Police in Cambridgeshire are investigating a secret meeting of neo-Nazis that took place in September this year.
Footage has emerged of the event, showing a crowd of white men with shaved heads singing along to a song with lines such as “We want our country back now”. The song also includes the claim that “we’re run by” a group whose name is bleeped out.
The phrase “Sieg Heil!” is repeated throughout the song, which was commonly used in Germany during the 1930s and 1940s under the Nazis to signify loyalty to the regime, and particularly its leader Adolf Hitler.
A neo-Nazi group held a secret rally for more than 350 people in Cambridgeshire. Police are now investigating. pic.twitter.com/9Goyq2hWRV
— Channel 4 News (@Channel4News) October 11, 2016
The three-day festival was apparently organised by the Blood and Honour group, a white supremacist organisation, under the guise of being a charity event in aid of Help For Heroes. The charity have denied any involvement in the event and told the BBC that they are “strictly non-political”.
Over 350 people attended the mini-festival on the weekend of September 24 – the anniversary of the death of Blood and Honour founder Ian Stuart Donaldson – with the BBC reporting that roughly three-quarters of those who were in attendance had come from overseas.

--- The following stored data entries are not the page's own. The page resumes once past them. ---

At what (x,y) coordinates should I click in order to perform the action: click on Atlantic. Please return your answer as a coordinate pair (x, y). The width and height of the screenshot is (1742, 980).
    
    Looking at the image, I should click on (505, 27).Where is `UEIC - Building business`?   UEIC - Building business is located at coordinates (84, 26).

East Cambridgeshire District Council said that a temporary event notice was filed with the request of hosting a “private party with music”, and it was allowed to go ahead after no objections were raised.
Blood and Honour have been banned in many countries across Europe for their racist and pro-Nazi views.
The event took place just three months after a 52-year-old man with links to an American neo-Nazi group was arrested and accused of murdering Labour MP Jo Cox in June.
The man – Thomas Mair from Birstall, West Yorkshire – will face trial in next month, with a four-week trial expected to commence on November 14. The accusations against Mair will be handled by the terrorism case management list.